Make Your Escape: Utopia

By | March 14, 2020

Derby, Nov 2019

Rated 4.5 out of 5
Toby says:

Utopia is the sister game to Dystopia, its complement and its inverse. Where Dystopia’s decor is urban decay, Utopia is all sleekly gleaming computer panels; where Dystopia’s puzzles tend more to the physical, Utopia’s use touch-panels and screens and electronics.
Your mission is to pass the tests that will allow you entrance to the elite enclosed community of Utopia – though your motives for doing so may depend on whether you’ve just emerged from Dystopia or not. The over-arching plot advances throughout both games, but more so in Utopia; that said, there were aspects of the story I didn’t follow until they were explained in the post-game debrief.
I suspect it will divide opinions more than Dystopia: it’s more overtly out of the normal, and according to your tastes you might find it thrillingly high tech, or just a little too computer-moderated.

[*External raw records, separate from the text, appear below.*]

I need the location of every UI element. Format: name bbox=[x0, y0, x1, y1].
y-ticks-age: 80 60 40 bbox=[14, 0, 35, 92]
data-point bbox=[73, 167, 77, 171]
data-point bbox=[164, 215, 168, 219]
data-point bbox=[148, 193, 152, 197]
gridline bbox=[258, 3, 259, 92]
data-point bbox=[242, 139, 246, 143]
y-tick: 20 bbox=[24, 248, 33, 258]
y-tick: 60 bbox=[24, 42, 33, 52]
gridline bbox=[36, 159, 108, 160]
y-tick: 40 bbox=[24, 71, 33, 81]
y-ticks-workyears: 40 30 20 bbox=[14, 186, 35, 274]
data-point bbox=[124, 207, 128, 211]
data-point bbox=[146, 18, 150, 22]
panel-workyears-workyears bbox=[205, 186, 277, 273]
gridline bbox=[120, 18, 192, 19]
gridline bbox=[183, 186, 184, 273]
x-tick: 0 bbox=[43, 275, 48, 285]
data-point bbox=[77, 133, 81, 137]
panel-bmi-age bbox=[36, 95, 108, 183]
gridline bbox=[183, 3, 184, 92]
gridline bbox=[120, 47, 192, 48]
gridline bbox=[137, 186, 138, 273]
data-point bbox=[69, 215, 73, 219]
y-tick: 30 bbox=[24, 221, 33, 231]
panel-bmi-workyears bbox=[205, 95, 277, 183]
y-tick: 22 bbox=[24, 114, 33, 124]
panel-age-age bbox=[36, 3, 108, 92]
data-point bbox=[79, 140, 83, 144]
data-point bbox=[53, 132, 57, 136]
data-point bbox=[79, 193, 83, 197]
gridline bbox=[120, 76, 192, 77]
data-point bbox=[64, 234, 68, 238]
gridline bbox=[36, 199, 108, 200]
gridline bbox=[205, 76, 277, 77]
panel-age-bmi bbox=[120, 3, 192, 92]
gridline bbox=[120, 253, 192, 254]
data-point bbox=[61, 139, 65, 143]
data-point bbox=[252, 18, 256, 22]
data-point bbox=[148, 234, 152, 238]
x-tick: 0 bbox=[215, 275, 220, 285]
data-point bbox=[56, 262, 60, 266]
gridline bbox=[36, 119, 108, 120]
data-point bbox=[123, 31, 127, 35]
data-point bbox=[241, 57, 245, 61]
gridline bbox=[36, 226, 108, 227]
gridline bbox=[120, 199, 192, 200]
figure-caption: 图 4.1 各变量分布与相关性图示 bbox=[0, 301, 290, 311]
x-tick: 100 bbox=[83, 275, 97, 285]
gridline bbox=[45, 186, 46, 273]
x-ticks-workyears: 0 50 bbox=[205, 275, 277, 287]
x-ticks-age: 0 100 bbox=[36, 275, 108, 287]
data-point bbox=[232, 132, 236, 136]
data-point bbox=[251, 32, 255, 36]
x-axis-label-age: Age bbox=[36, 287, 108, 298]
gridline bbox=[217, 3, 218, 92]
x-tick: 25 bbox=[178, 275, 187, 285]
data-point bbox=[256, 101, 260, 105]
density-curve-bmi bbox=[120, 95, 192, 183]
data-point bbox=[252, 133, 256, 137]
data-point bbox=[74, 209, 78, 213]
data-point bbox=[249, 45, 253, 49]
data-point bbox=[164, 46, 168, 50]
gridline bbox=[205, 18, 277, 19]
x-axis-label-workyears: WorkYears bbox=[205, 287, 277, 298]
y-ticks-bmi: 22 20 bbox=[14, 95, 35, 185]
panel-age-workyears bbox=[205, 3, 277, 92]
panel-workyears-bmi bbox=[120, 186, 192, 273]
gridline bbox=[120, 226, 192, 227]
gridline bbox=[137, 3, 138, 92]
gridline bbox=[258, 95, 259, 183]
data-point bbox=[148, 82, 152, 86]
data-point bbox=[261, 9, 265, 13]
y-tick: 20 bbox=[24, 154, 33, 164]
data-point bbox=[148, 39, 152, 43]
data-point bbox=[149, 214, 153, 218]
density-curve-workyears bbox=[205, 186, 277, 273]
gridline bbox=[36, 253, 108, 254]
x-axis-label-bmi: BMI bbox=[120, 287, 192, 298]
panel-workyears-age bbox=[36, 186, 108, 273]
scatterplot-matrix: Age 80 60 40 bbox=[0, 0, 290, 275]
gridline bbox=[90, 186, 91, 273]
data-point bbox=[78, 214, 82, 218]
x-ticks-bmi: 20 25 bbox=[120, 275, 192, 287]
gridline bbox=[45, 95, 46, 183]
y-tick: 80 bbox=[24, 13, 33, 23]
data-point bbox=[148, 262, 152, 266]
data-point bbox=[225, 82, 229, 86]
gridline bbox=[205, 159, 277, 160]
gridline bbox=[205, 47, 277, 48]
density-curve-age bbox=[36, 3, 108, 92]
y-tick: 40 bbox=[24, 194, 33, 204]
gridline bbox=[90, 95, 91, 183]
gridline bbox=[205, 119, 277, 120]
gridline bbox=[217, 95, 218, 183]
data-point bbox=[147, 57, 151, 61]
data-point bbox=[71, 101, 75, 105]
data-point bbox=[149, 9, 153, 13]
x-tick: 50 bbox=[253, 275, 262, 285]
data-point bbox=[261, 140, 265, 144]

You can’t look at a panel of electronics and work out the underlying mechanism by inspecting it, so high tech games like this one tend to involve a higher degree of in-game instructions, with question prompts or lists of tasks for you to follow. That’s true of Utopia, and is the main reason why I’d pick Dystopia as my narrow favourite of the two, but even so the game hits a good balance where it neither leaves players floundering nor spoon-feeds them every step.
It has an unusual, very non-linear conclusion which I suspect will be a bit too screen-based for some players. Very high tech games can run the risk of losing the advantage that an escape room holds over a computer game. At the same time, its content is original and distinctive, and it nails the sci-fi setting.
We played Utopia second, and I think the story works better that way round, but either order ought to work. Either order is certainly better than playing just one of the two. I had a dilemma when rating them, since I’m posting reviews for each of the two games separately, but I expect and encourage anyone reading this to play them as two halves of a single extended game. Each is stronger that way than it would be as a stand-alone game; the contrast in styles and the way each adds to the other’s narrative makes them stronger games than they would be in isolation. I’ve rated them on that basis, as a combined two-hour game, and that’s the best way to book them. 4.5 / 5
Disclaimer: We played this game on a complementary basis. This does not influence the review or rating.